Westside Children’s Therapy pediatric speech therapist experts give tips to graduating college students on what to know and expect about the career of being a Pediatric Speech Therapist.
Below, you’ll learn about the responsibilities of a pediatric SLP, reasons why the career can be tough but rewarding, and how you’re not alone in being a SLP new graduate.
It will also partly touch on the day in the life of a speech therapist and maybe help answer the question of “why should I be a pediatric speech therapist?”
- Children will develop at different rates.
Progress is not always seen quickly. Some children and diagnoses are more challenging. As a pediatric speech therapist, take a step back, see how far the child HAS come and how hard you’ve been working with them. Don’t be afraid to try new things with children.
- You will always be learning, and that is OK!
You will not know everything as a pediatric speech therapist when you start, nor will you 5-10 years down the road. You will grow as you go and will love this career as a pediatric SLP.
- You’re encouraged to go out of your comfort zone to help the children.
Every child is going to be different and you won’t know all the answers, but you are able to create strategies and support in your treatment that will encourage continued growth. Watching them grow will be the best feeling and reward there is as a pediatric speech therapist.
- You will need to be able to collaborate with the other disciplines outside of Speech Therapy.
Take the time to learn from them. Many times, kids will receive multiple therapies (i.e. OT, PT, ABA). This will make you a better SLP.
- Do not be afraid to ask questions.
Asking questions doesn’t mean you don’t know what you’re doing! It means you care about your patients.
- Keep things simple when talking to parents and/or guardians.
It is important to have the ability to explain terms and interventions to parents without complicated jargon. You want them to understand and be able to implement strategies at home.
- Be ready for days that are mentally, emotionally and physically exhausting.
Not every day is going to be easy, but there are other days when you witness your client make progress in an area they didn’t have before, and it motivates you and inspires you to keep pushing!
- Don’t be too proud to talk about your struggles.
You’re not going to be alone. Plenty of other pediatric SLPs are going through the same thing with you.
- Trial and error is good and necessary in some cases!
There are so many strategies, toys, and modeling techniques, along with the different diagnoses and speech and language skills that a child may present with. One strategy can work for one child, but not work with another child, or maybe a child needs structured tasks, while others require more play-based or child-led activities. As SLPs, it helps to be adaptive and flexible – it’s important to try different things, and see what benefits the child and clicks the most with them.
- As an SLP, you have the chance to change someone’s/their family’s life.
That feeling will be indescribable. Seeing that will help you grow and trust yourself more, beat yourself up less, overthink less, etc. You should feel proud of yourself.
Being a speech language pathologist in pediatric is a fun and fulfilling role. Westside Children’s Therapy seeks out great employees, not just good employees. We do not hire people looking for a job, we hire people looking to fulfill a calling. Our therapists have a wear-it-on-their-sleeves, see-it-on-their-face burning passion for changing kids’ lives.
If you are interested in becoming a pediatric speech therapist at Westside, be sure to check out our job listings page to stay up to date on open positions!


WHAT THIS TASK INVOLVES: For every line in the records that has the word "оплате", make a copy.

[Data records for software interfaces]
______________________________

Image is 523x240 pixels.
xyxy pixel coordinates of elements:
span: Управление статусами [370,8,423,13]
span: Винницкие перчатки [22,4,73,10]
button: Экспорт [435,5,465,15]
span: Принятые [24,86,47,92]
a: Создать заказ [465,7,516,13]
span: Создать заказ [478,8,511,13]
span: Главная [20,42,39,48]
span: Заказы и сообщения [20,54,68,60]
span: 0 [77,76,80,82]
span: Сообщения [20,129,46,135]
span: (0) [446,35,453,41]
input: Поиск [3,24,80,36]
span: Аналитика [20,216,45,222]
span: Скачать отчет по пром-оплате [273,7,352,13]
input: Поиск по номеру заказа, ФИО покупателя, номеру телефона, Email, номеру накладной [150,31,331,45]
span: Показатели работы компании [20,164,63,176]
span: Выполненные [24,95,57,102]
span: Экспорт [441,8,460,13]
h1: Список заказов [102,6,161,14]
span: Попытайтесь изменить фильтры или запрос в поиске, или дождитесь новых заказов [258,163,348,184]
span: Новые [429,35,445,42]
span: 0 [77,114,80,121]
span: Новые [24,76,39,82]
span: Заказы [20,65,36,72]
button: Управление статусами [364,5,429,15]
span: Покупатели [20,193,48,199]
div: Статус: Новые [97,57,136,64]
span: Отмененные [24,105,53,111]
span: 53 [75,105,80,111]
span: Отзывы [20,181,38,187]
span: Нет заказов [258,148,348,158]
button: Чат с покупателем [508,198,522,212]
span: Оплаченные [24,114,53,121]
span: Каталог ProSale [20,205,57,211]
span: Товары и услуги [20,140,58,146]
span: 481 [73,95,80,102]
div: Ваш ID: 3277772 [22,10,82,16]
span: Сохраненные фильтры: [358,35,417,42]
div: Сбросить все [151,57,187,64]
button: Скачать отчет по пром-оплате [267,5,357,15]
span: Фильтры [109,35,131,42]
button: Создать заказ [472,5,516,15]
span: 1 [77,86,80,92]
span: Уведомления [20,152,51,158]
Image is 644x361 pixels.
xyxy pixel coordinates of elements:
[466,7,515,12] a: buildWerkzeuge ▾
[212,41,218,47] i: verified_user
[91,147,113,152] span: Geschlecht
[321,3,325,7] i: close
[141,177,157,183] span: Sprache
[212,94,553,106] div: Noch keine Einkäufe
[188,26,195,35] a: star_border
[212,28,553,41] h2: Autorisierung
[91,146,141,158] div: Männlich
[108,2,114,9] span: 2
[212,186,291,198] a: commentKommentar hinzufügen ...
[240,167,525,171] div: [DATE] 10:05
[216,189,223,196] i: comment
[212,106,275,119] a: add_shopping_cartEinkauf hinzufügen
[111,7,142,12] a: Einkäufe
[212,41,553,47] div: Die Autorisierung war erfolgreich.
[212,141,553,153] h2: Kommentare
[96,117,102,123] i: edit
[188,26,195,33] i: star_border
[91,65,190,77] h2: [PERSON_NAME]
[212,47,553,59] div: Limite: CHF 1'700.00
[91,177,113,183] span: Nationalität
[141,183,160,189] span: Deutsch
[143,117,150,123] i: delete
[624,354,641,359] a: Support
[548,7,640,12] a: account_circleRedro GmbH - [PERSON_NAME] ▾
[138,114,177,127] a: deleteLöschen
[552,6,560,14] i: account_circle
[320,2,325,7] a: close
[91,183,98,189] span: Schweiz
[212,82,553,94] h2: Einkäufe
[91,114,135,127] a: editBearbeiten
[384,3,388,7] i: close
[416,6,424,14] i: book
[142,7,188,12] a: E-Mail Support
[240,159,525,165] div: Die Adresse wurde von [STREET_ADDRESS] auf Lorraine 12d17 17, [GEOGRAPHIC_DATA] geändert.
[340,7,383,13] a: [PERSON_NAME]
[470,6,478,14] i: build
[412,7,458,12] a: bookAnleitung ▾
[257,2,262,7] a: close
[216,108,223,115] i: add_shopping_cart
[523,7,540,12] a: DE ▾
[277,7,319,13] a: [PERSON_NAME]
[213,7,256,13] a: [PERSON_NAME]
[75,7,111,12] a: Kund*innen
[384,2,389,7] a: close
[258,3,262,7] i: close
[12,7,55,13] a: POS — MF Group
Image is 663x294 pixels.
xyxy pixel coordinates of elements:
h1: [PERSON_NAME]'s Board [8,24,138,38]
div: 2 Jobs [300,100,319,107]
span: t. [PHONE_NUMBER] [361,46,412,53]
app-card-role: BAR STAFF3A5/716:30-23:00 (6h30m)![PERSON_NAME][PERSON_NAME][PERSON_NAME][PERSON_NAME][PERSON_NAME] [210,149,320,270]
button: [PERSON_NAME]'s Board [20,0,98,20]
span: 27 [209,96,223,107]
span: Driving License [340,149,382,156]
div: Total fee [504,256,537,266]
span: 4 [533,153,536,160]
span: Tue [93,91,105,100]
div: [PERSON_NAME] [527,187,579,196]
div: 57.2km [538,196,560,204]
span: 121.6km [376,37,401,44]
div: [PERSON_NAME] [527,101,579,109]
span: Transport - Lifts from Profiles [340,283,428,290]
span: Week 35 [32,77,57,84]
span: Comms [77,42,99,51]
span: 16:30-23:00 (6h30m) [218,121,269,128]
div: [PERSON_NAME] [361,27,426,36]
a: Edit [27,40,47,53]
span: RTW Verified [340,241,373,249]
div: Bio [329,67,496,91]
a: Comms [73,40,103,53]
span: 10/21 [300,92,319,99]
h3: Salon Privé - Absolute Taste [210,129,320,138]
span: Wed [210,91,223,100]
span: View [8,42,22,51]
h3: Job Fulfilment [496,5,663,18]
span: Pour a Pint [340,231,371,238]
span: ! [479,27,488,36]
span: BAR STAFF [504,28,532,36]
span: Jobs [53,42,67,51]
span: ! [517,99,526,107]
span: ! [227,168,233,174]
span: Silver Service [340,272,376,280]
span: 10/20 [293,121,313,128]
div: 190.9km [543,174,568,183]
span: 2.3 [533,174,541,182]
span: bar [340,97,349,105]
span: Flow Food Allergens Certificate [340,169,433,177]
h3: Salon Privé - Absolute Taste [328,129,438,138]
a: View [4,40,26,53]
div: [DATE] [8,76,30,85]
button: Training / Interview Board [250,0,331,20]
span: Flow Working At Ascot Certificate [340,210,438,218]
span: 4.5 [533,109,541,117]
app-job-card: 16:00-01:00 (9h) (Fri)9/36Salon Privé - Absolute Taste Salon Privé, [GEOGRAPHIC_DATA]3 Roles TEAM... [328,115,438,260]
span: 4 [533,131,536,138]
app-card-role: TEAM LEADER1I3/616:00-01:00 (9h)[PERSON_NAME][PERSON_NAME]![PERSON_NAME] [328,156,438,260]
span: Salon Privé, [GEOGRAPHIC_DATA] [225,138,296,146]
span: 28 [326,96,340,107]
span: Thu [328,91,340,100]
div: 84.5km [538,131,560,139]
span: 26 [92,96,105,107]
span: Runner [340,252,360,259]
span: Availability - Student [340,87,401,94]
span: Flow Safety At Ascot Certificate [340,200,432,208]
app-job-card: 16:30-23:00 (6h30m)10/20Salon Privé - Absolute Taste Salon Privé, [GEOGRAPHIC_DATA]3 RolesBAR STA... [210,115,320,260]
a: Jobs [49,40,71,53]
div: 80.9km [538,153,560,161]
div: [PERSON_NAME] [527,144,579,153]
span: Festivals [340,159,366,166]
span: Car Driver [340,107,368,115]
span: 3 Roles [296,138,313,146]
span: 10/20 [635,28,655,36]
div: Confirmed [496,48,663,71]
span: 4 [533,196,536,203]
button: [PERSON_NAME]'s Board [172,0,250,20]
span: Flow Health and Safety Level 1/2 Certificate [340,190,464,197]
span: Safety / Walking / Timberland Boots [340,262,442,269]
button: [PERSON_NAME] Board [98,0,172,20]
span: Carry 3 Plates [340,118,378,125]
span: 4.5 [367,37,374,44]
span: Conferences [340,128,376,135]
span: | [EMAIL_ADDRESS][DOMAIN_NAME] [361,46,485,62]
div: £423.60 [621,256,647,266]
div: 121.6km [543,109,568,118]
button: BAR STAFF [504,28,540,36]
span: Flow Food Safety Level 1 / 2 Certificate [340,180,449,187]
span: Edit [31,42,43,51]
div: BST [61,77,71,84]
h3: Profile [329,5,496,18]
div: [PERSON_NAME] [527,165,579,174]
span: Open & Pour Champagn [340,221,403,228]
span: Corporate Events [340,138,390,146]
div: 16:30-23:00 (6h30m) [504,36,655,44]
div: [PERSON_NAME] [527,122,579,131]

______________________________

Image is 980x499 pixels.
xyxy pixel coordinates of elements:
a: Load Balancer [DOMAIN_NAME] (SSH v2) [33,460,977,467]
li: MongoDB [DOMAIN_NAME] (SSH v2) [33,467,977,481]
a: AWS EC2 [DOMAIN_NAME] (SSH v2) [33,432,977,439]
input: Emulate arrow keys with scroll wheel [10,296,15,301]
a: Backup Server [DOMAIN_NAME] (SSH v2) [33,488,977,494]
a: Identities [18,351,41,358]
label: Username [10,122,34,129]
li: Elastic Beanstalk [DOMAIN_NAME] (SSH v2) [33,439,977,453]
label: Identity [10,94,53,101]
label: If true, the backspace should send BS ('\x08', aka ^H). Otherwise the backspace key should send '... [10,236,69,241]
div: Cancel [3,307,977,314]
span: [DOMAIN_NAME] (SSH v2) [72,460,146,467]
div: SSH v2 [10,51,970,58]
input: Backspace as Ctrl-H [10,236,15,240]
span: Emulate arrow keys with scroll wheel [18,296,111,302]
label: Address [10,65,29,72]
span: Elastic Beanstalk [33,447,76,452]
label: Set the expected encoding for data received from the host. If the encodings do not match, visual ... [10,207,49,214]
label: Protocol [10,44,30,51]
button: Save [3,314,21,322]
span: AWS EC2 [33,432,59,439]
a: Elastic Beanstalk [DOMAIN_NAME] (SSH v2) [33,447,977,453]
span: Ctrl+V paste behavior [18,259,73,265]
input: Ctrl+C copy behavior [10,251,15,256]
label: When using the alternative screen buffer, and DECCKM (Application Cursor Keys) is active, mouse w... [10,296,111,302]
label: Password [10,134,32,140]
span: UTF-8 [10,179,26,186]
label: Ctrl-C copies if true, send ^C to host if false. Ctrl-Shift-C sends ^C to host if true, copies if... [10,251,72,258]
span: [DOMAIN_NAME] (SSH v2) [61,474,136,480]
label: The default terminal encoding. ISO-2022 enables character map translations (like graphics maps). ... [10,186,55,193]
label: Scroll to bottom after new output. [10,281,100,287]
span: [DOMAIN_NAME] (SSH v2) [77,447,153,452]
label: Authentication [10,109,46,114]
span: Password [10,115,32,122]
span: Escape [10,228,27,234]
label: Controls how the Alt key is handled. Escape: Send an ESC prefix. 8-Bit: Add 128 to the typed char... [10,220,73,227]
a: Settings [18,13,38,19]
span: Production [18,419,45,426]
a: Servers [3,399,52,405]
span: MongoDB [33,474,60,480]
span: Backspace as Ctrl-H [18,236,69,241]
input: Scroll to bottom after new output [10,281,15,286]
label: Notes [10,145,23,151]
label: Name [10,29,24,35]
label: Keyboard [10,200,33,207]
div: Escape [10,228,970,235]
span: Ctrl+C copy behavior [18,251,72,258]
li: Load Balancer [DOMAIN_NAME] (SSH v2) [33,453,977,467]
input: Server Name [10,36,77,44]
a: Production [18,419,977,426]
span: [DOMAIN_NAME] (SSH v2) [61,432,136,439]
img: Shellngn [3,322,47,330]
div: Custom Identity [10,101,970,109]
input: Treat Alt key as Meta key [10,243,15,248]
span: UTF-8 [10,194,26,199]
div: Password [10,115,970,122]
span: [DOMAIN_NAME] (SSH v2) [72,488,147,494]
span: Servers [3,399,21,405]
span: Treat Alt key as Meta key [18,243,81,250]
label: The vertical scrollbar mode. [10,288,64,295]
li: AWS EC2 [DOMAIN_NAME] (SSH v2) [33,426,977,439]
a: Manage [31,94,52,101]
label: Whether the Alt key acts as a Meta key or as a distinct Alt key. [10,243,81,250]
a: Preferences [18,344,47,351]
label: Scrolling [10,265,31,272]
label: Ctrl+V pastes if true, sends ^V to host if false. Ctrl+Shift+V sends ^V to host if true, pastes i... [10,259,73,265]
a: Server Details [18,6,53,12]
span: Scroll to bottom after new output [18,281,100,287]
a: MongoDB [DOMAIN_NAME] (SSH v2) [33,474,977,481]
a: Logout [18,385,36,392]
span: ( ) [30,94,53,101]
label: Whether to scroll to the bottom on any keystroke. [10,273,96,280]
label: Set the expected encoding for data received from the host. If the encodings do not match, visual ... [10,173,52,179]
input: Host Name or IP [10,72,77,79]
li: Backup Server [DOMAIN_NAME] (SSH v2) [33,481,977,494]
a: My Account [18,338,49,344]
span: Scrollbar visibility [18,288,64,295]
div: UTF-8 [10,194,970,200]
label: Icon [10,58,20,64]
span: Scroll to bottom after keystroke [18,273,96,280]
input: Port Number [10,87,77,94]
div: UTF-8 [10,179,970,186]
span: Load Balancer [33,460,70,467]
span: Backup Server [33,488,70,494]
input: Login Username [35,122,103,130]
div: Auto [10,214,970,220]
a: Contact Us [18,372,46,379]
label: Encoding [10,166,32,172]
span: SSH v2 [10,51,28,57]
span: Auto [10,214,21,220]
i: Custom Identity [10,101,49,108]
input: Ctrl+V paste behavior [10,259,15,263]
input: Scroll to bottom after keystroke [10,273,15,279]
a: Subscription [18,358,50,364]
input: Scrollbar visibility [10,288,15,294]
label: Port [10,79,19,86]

______________________________

RESPONSE BOX:
span: Скачать отчет по пром-оплате [273,7,352,13]
button: Скачать отчет по пром-оплате [267,5,357,15]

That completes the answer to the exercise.